Representative Kevin McCarthy, the House minority leader, told other Republicans he would urge Trump to resign from office after the riot. He later denied having made those comments, only to have audio of them emerge. Republicans have nominated dozens of candidates who firmly backed both Trump’s lies and his maneuvers to subvert the 2020 election. The Republicans in power in 2024 will be much friendlier to Trump’s arguments than those in power in 2020.

I don’t think it’s likely that the American political system collapses in the next few years. But how unlikely is it, exactly? As of a few years ago, two events stood out to me as signals of our political system’s granite stability.

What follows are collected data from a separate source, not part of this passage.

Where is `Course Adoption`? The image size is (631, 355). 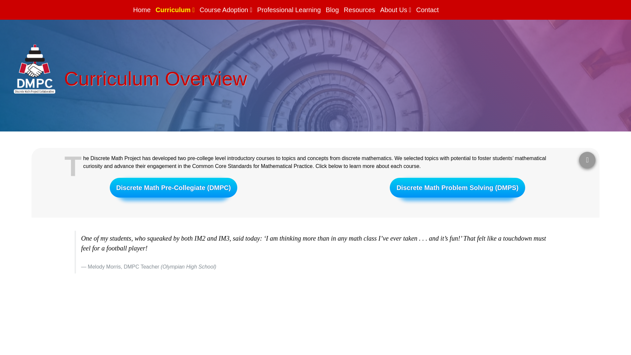 Course Adoption is located at coordinates (225, 10).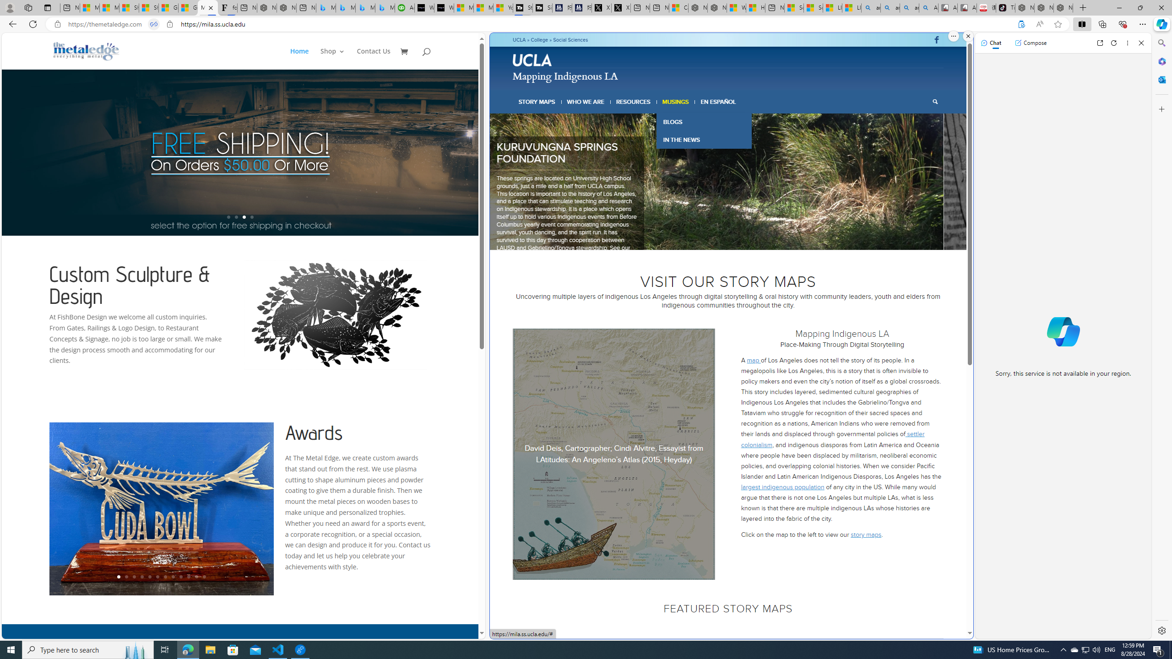 This screenshot has width=1172, height=659. I want to click on Home, so click(299, 59).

First, President Richard Nixon’s resignation over Watergate, which came in a bid to avoid impeachment and conviction once he realized that many in his own party would join with Democrats to vote for his removal. Second, the 2000 election, when Al Gore conceded despite genuine confusion and uncertainty over the results. Both revealed a political culture in which, at key moments, members of both parties put the stability of the system first.

Neither event would play out similarly today. Nixon would survive, backed by Fox News and a more radicalized Republican Party. A 2000-like scenario would cause chaos in the streets, and the Supreme Court wouldn’t have anything like the credibility it spent to intervene in Bush v. Gore. The conditions that helped us meet past challenges no longer hold. It is hard to get people to pay sustained attention to the congressional inquiry into the attempt to steal the 2020 election, even thought it revolves around one of the front-runners for the 2024 election. It is an almost Olympian refusal to confront the present.

I should admit that, in much of this, I have betrayed another of Kelly’s futurist dictums. “Trying to see beyond the immediate cycles of news is a challenge,” he writes. But then, I am not a futurist, I’m a journalist. All of these stories have led the news in recent months. To take any one of them seriously — to believe that the direction they point is the direction we will go — is to believe we stand on the cusp of a future far different from our past. In this, George Orwell had it right: “To seewhat is in front of one’s nose needs a constant struggle.”